Fed’s Yellen, Japan, and the Highly Imperfect World of ‘Expected’ Inflation

20-Mar (Wall Street Journal) — Federal Reserve Chairwoman Janet Yellen on Wednesday offered a peek into just how uncertain policy makers are about the future path of U.S. inflation—despite their hopes that it will gradually return to the central bank’s 2% target after several years of falling short.

She did so during her news conference in response to a question about the importance of inflation expectations to the Fed’s thinking about interest-rate policy. Policy makers see expectations as a window into future inflation, because they believe they can be self-fulfilling—that businesses set prices and workers bargain for wages based on their expectations of where prices will be in the future. Yet Fed officials acknowledge problems with the theory and in the way both consumer and market measures are derived.
Ms. Yellen cited the experience in Japan’s experience, where she said inflation expectations kept moving higher and yet never gave way to stronger price growth.

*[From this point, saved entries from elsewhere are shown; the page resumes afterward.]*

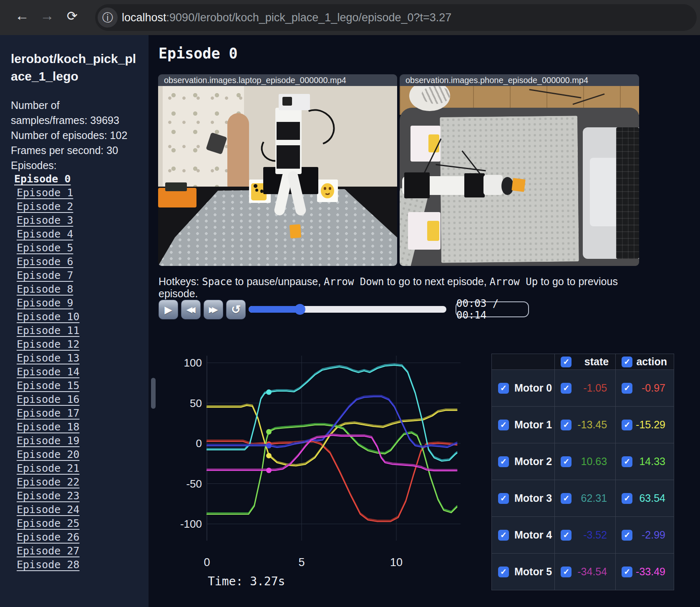  I want to click on sidebar-episode-link-episode-1: Episode 1, so click(83, 193).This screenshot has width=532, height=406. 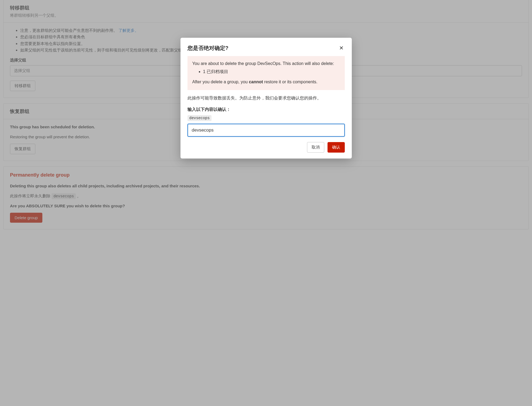 I want to click on warning-pre: You are about to delete the group DevSec…, so click(x=266, y=64).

“The fact that survey measures are stable, even if they are stable at levels consistent with inflation objectives that the central bank wants to achieve, that’s not a guarantee that inflation will over time move to be consistent with those expectations,” she said. “An example is Japan, I would give you, where for many years the households and businesses expected positive inflation but there was a consistent undershoot.”

[source]

PG View: I’m afraid we are Japan . . .

Share
This entry was posted in Today's top gold news and opinion. Bookmark the permalink.